// dispatch № 1

(Un)Forgettable rules

17 April 2026

There are truths in the code base that we require as self-evident

In code, let’s say it’s easy to create a system. You wire up all the bells and whistles and things work great! Let’s call this piece of work A.

A month goes by and it’s time to extend that feature, add onto it, or even just contribute some additional piece of behaviour in that system. Let’s call this piece of work B.

In A, you probably established some patterns or standards for other code to follow, these are the rules in this context. The idea is that you spent some significant amount of time solving this problems and building abstractions to be reused in the future. Or maybe you even found a trap you want to prevent other’s from falling into. Whatever the reason, you created abstractions to fix a current or future problem.

But here’s the catch.

There’s nothing enforcing these abstractions.

Sure if someone spent the time to read through your implementation and comments and wisdom, they might gleam the insight you once held. But the reality is that a lot of people are not writing there own code now a days, and it can be difficult to acquire someone else’s headspace, especially if your in a crunch. I will say because of these details, it’s easy to miss useful and important abstractions which the system has already created. It’s logical to predict that B will go off the rails in one or more ways, potentially solving the same problems and falling into traps A already encountered.

Rules should be

  • lean
  • forgettable
  • enforceable
  • obvious
  • non-negotiable

I recently ran into a small collection of these rules packaged into an elixir library called jump credo checks . This library describes itself as a “collection of opinionated Credo checks aimed at improving code quality and catching common mistakes in Elixir, Oban, and LiveView”. Let’s unpack that a little bit:

To understand what a Credo check is, we first need to understand what Credo is. Credo is “a static code analysis tool for the Elixir language with a focus on teaching and code consistency”. A static code analysis tool looks at your code and talks about it. It can give you insights on refactoring opportunities, show inconsistencies in naming, and even enforce a desired coding style. Connecting the jump_credo_checks to Credo, a Credo check could look like this:

Jump.CredoChecks.TestHasNoAssertions: Alerts on ExUnit test blocks that contain no assertions.

We can learn a number of things from this example.

  1. Credo checks are lean, they look for one thing and one thing only
  2. A good name describes the functionality and a description helps explain the why and what

This check is pointing out the obvious: a test should always have an assertion of some kind. Otherwise it’s not much of a test is it now?
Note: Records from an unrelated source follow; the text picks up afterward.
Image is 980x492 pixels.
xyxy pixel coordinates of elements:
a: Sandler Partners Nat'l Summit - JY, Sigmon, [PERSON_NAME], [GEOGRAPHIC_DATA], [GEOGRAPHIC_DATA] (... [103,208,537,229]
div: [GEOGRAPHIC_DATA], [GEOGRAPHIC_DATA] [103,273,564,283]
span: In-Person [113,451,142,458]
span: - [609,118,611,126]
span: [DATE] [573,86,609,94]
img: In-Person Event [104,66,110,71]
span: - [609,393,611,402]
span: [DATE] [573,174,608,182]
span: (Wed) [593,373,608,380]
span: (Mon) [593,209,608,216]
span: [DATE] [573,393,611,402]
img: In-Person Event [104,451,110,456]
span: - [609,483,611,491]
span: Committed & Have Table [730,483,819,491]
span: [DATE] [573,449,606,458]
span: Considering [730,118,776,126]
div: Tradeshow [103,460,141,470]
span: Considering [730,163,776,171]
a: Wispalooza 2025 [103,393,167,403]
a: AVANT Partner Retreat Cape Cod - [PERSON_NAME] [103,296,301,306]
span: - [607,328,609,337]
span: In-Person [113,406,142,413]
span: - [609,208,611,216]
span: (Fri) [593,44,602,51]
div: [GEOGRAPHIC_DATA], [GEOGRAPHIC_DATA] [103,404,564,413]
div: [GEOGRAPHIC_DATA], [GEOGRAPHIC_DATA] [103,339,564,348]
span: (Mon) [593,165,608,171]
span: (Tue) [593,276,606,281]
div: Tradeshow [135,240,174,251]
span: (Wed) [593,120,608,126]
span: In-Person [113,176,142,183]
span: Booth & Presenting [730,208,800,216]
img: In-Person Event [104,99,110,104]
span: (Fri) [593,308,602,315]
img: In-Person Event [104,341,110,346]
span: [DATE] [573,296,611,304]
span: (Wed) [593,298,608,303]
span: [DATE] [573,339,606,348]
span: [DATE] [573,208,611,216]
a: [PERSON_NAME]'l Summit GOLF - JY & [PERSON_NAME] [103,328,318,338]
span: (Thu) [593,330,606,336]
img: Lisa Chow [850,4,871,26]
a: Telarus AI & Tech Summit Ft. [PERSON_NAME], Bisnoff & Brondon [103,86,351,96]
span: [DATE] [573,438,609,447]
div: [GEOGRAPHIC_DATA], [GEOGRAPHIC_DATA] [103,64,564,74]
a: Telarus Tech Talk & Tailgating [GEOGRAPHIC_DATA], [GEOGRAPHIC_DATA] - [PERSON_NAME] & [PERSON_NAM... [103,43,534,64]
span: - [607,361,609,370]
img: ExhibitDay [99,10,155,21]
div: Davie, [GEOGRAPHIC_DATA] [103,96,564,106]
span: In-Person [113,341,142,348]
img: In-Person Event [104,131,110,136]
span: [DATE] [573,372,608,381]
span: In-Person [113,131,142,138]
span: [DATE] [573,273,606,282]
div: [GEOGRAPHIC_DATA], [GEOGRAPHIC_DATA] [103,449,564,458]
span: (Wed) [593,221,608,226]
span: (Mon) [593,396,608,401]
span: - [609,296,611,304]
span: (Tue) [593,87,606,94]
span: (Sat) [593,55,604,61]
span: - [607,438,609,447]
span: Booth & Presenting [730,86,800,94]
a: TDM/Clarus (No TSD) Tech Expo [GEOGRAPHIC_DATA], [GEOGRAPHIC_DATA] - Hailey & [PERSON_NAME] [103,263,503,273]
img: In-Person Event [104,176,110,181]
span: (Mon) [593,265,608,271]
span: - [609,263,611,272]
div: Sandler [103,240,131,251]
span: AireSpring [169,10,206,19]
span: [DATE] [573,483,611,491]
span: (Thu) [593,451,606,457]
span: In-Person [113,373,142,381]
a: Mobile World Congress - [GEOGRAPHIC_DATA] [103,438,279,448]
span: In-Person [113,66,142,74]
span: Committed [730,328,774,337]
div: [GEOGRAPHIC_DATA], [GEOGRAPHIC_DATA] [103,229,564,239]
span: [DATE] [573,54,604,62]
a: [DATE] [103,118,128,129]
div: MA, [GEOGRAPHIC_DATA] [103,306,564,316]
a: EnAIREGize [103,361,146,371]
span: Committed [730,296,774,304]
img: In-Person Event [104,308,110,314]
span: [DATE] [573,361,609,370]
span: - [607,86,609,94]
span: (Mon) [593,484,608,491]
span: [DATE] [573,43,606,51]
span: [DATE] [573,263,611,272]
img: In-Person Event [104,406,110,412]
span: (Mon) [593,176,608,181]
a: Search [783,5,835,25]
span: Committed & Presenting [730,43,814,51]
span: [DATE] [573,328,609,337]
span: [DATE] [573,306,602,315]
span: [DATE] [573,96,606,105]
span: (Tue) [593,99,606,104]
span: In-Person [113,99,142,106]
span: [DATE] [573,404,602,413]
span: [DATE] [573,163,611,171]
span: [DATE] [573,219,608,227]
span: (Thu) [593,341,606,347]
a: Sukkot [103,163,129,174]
Most people might take this for granted or say it’s a given, but that’s the entire point. If it’s intended to always happen, let’s require it to be that way. This way we, or an llm, or a new team member, or literally anybody else can never make this mistake.

There are truths in the codebase that we hold as self-evident.

But we can do better. Let’s try again.

There are truths in the codebase that we require as self-evident.

What does that even mean?

Well you can write your own code and pursue your implementation, but there are small things which need to be upheld for the sake of the system, sanity, and whatever reason your particular use case or problem demands.

This Credo check, unspoken rule, whatever you want to call it is not preventing you from solving a problem, but rather forcefully encouraging you towards an agreed upon standard.

This style of preventative, consistent, transparent, and thoughtful coding is more important now than ever thanks to LLM’s and their harnesses compiling, running, and testing our code. If our job is changing to provide the available and necessary context to the llm, for it to do it’s best work, than small checks can help guide it in a cohesive manner to keep it on the right path, make reviews faster, and catch easy and simple mistakes.